[Directions for this task]
Retype all of the listing exactly, with no pictures.

[Data extract]

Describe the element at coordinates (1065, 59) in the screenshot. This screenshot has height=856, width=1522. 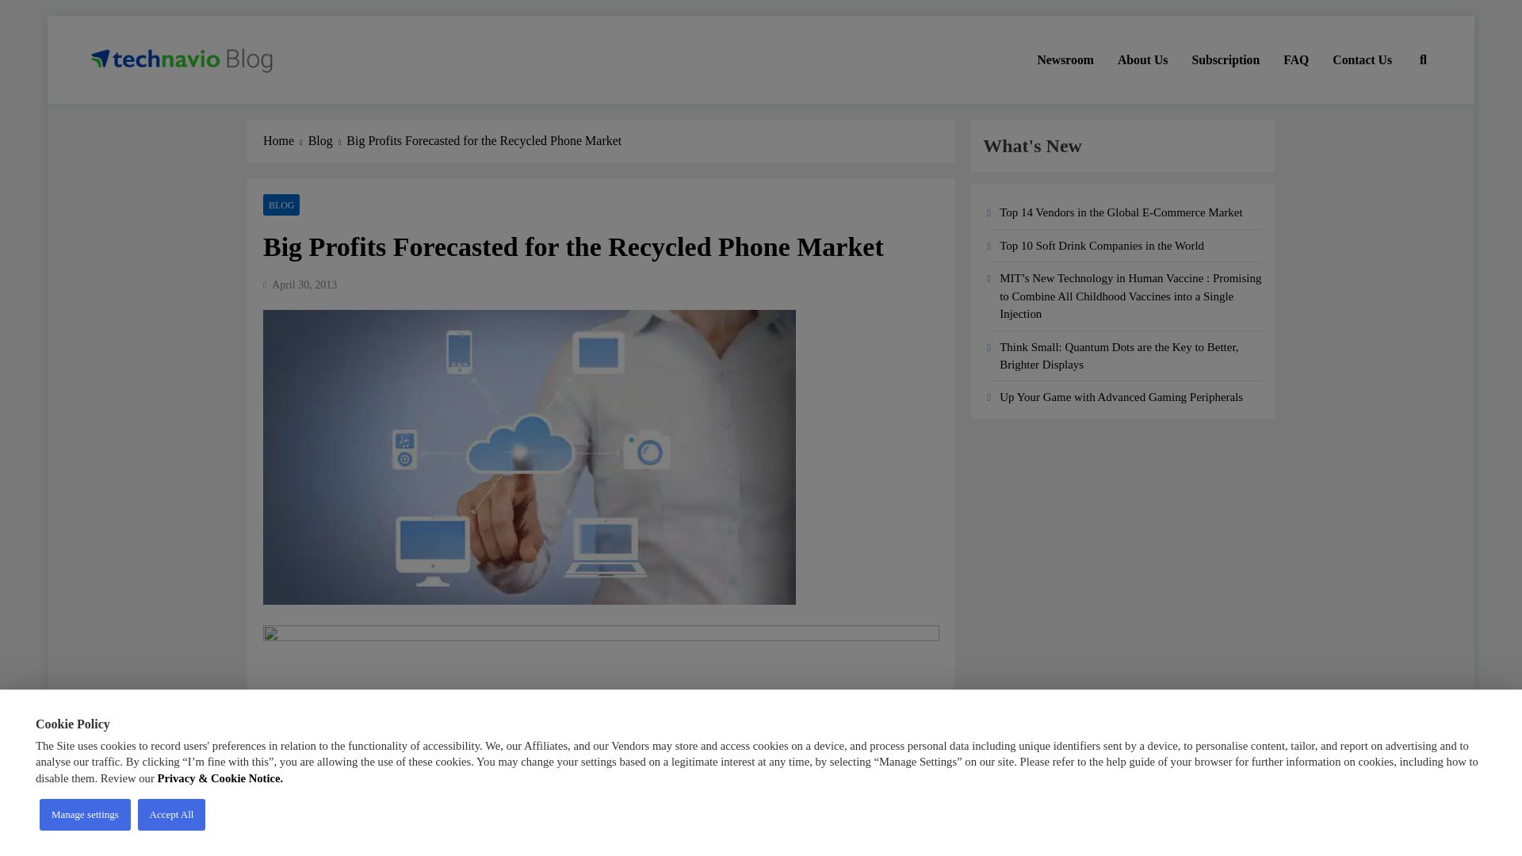
I see `Newsroom` at that location.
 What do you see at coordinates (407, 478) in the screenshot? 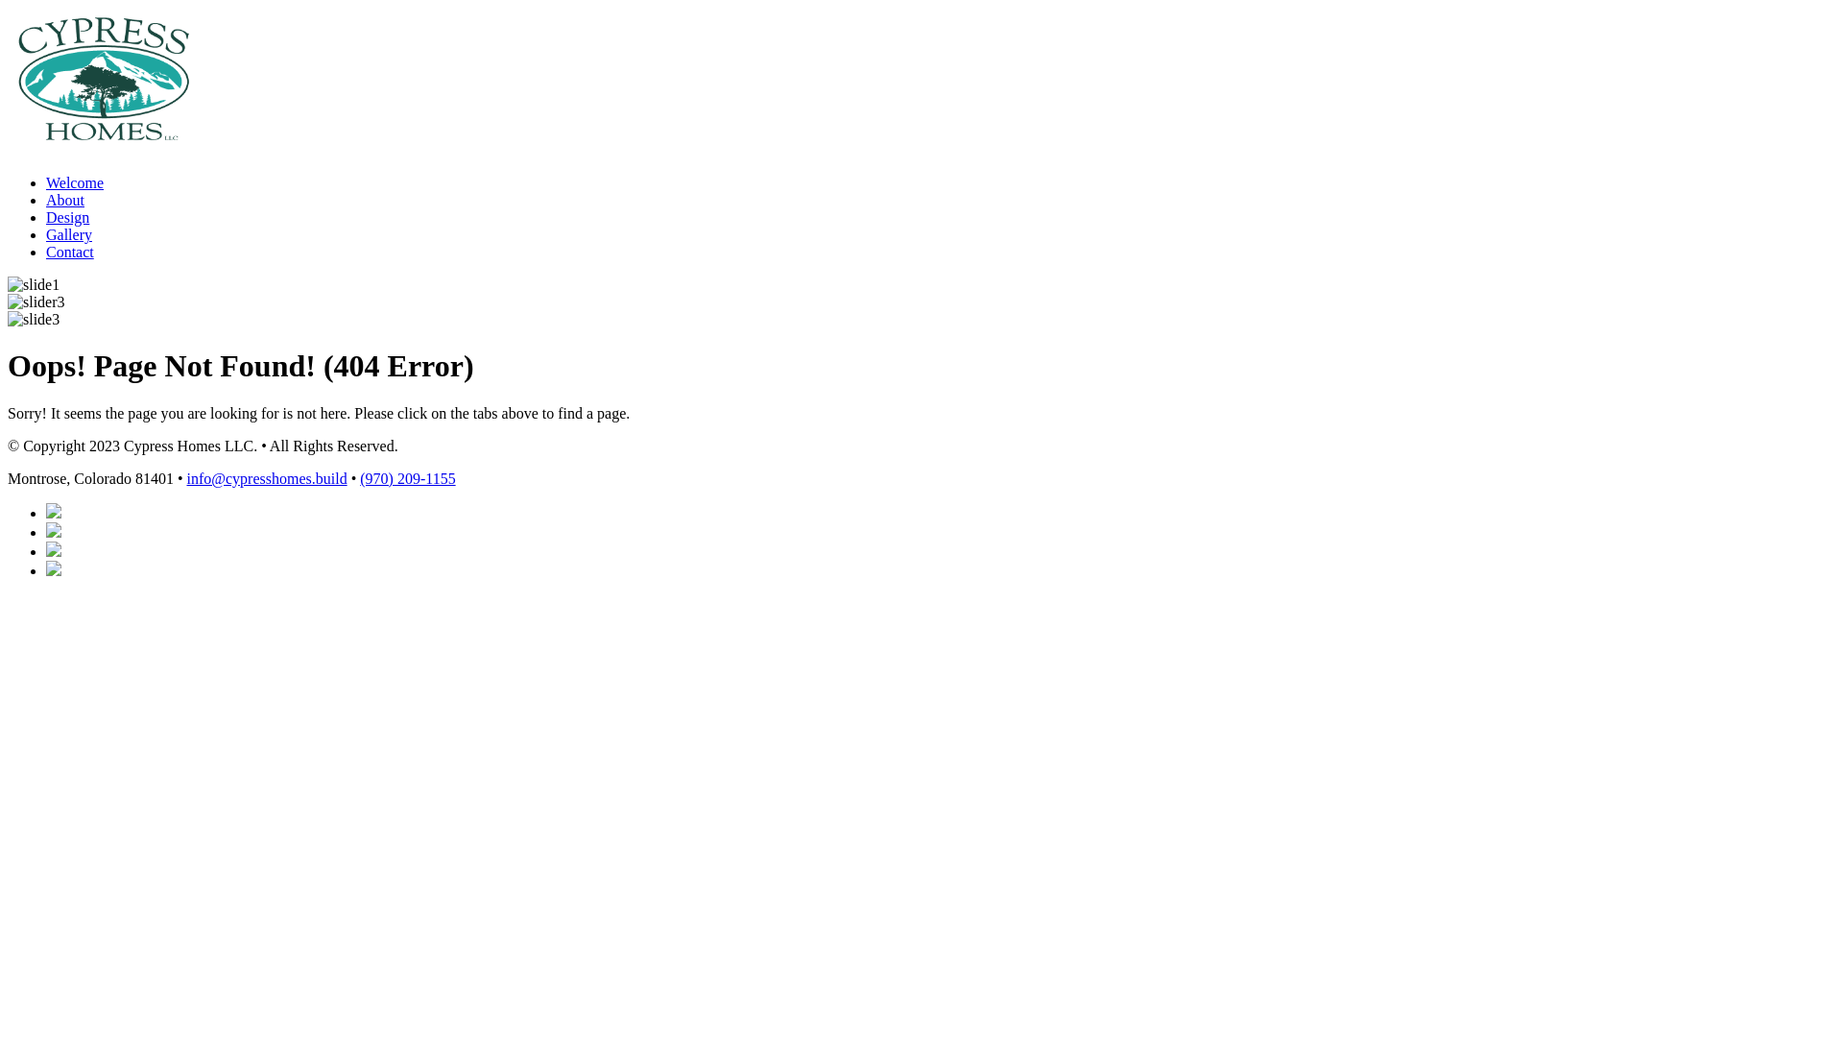
I see `(970) 209-1155` at bounding box center [407, 478].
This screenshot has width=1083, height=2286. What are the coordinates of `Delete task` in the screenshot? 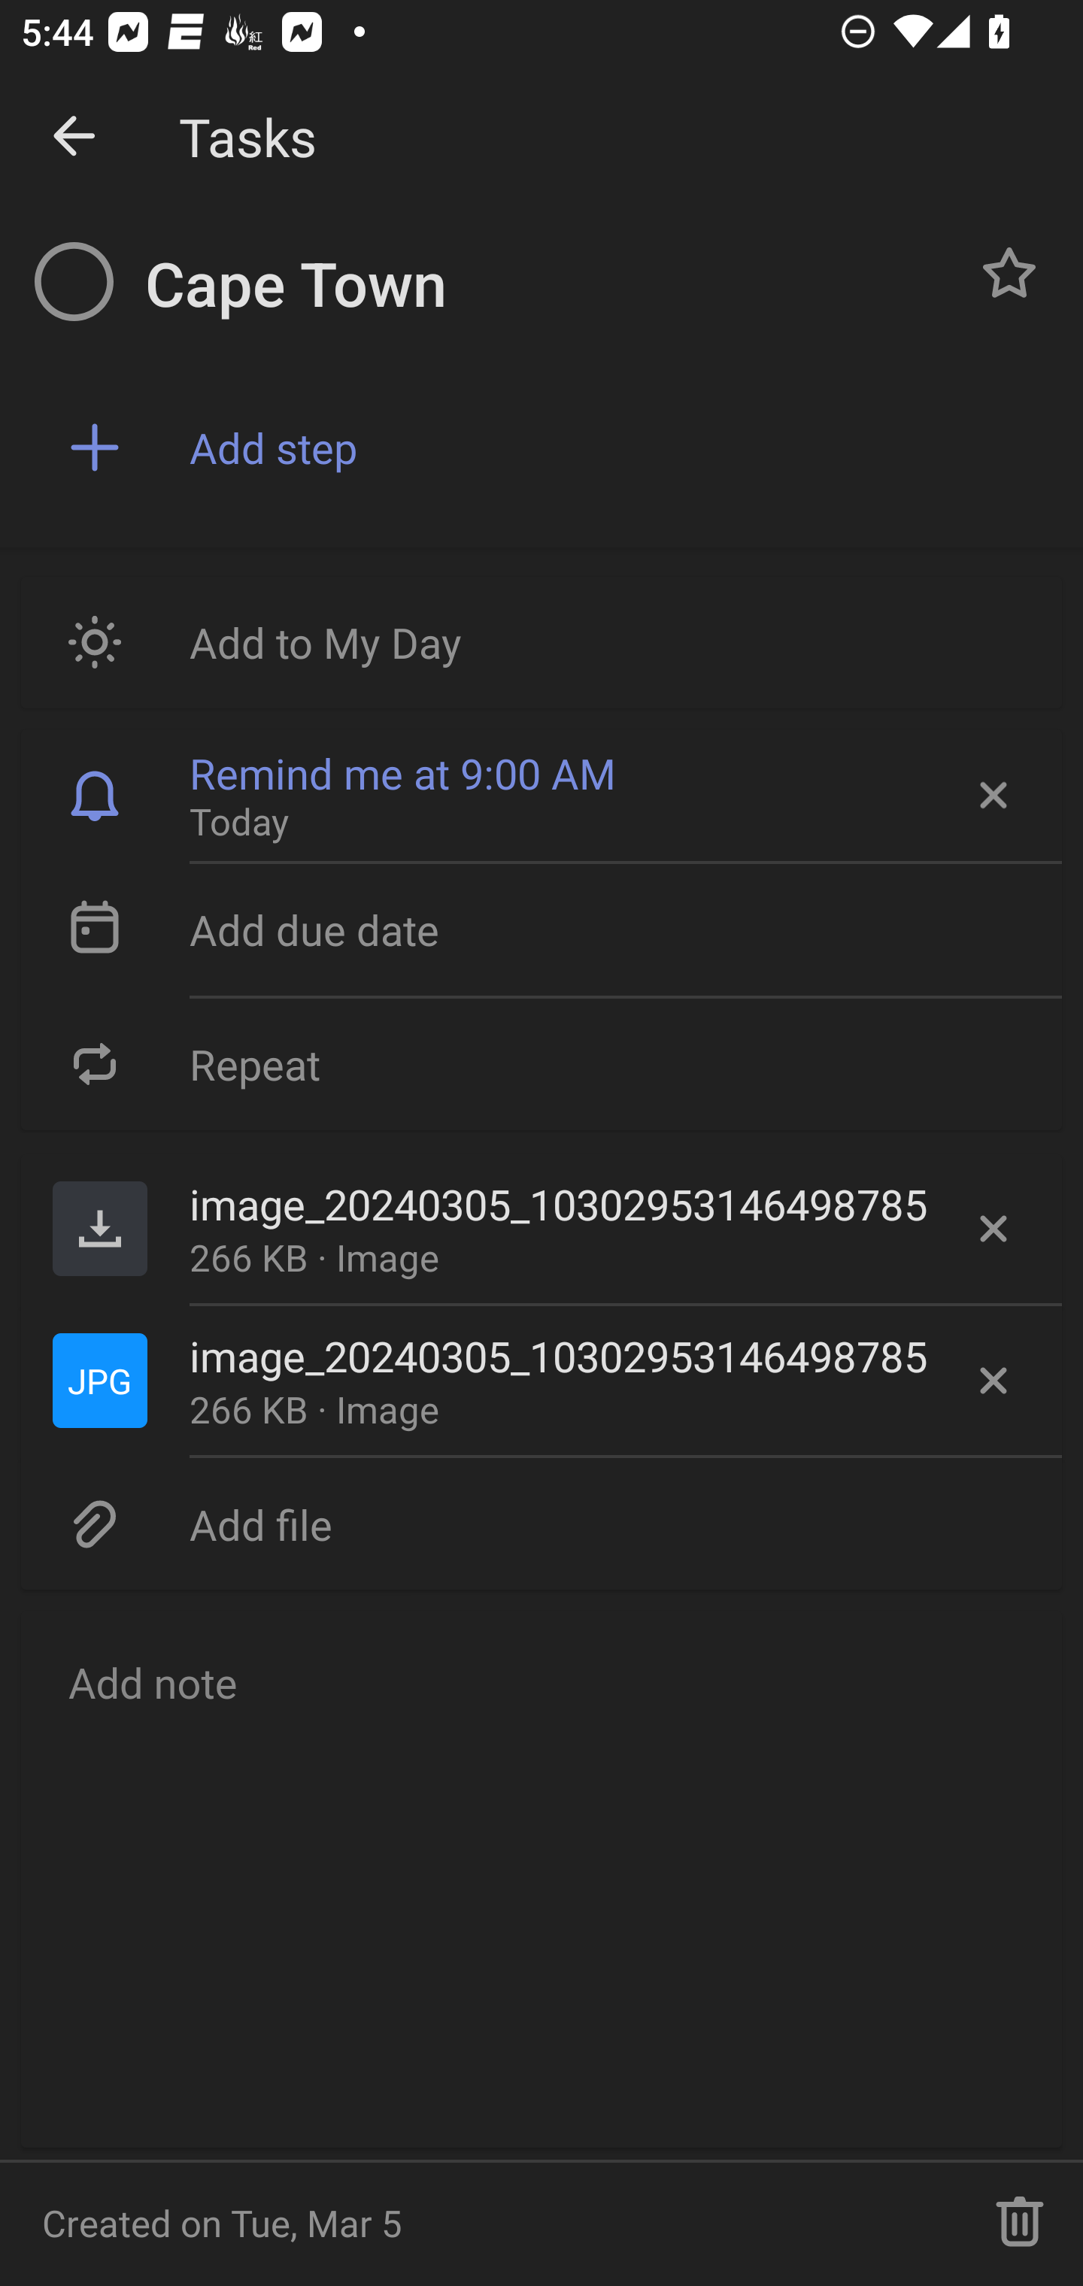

[Written response]
Describe the element at coordinates (1065, 59) in the screenshot. This screenshot has height=856, width=1522. 
I see `Newsroom` at that location.
 What do you see at coordinates (407, 478) in the screenshot? 
I see `(970) 209-1155` at bounding box center [407, 478].
This screenshot has width=1083, height=2286. What are the coordinates of `Delete task` in the screenshot? 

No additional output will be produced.